Why the amount the Hephthalites were demanding too high to be gotten from any other way? Did Kavadh I have a realistic chance of beating the Byzantines, when the Sassanian Empire had just gone through a succession crises? Couldn't he have targeted one of the weaker polities bordering the Sassanian Empire?

lcnielsen

In Sasanian propaganda, Hrom was portrayed as a tributary vassal state. There was some truth to this, as following the devastating campaigns of Shapur I, the Romans did pay mind-boggling amounts of tribute to the Sasanians (from the Roman point of view, it was just cheaper than paying for an army). So, Kawadh's decision to wage war for tribute wasn't something that came out of left field, and choosing to raise taxes instead of waging war for tribute could well have meant undermining his own legitimcy. Moreover, Kawadh was probably a reformer (according to Touraj Daryaee, many of the reforms attributed to his son Khusrau Anushirwan should be credited to Kawadh instead) and likely engaged in some struggles with the nobility.

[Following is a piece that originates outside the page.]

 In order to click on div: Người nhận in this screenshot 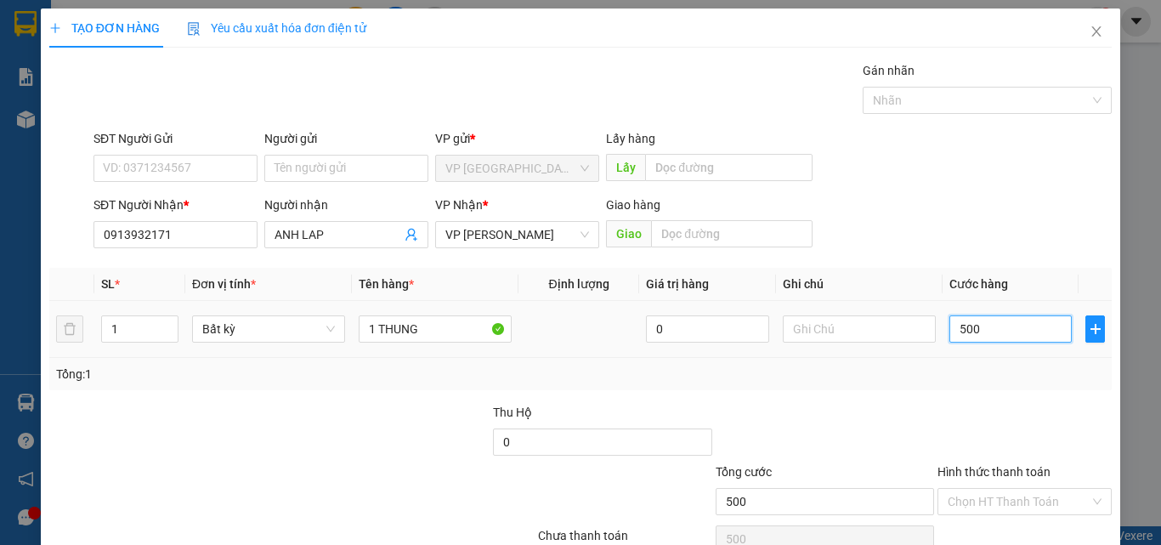, I will do `click(346, 205)`.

More pragmatically, Touraj Daryaee has also noted that while the Romans paid tribute in gold, the Sasanian economy (such as from taxing trade at the Indus river mouth) appears to have revolved entirely around silver. We don't understand the workings of the economy well enough to say for sure, but there may well have been economic concerns dictating the choice of precious metal for taxes and tribute.

Kawadh did not really have any better options for extracting large amounts of tribute. It is unlikely that attempting to tackle the mighty Gupta Empire in India would have been any easier than fighting the Romans (possibly harder).

Did Kavadh I have a realistic chance of beating the Byzantines, when the Sassanian Empire had just gone through a succession crises?

Yes, absolutely. As other Shahanshahs had showed, and as Khusrau II would show a century later, the Sasanian military was formidable enough to pose an existential threat to the Romans. One of the weird things when studying succession crises in the Sasanian empire is that the great noble houses tend to be conspicuously absent in them - instead it's usually a game of the claimants vying for support from the Armenians, the Romans and/or the Hepthalites. We don't understand how exactly the dynamic between the king of kings and the powerful nobles worked, but the succession crisis was probably not the devastating civil war you might be imagining.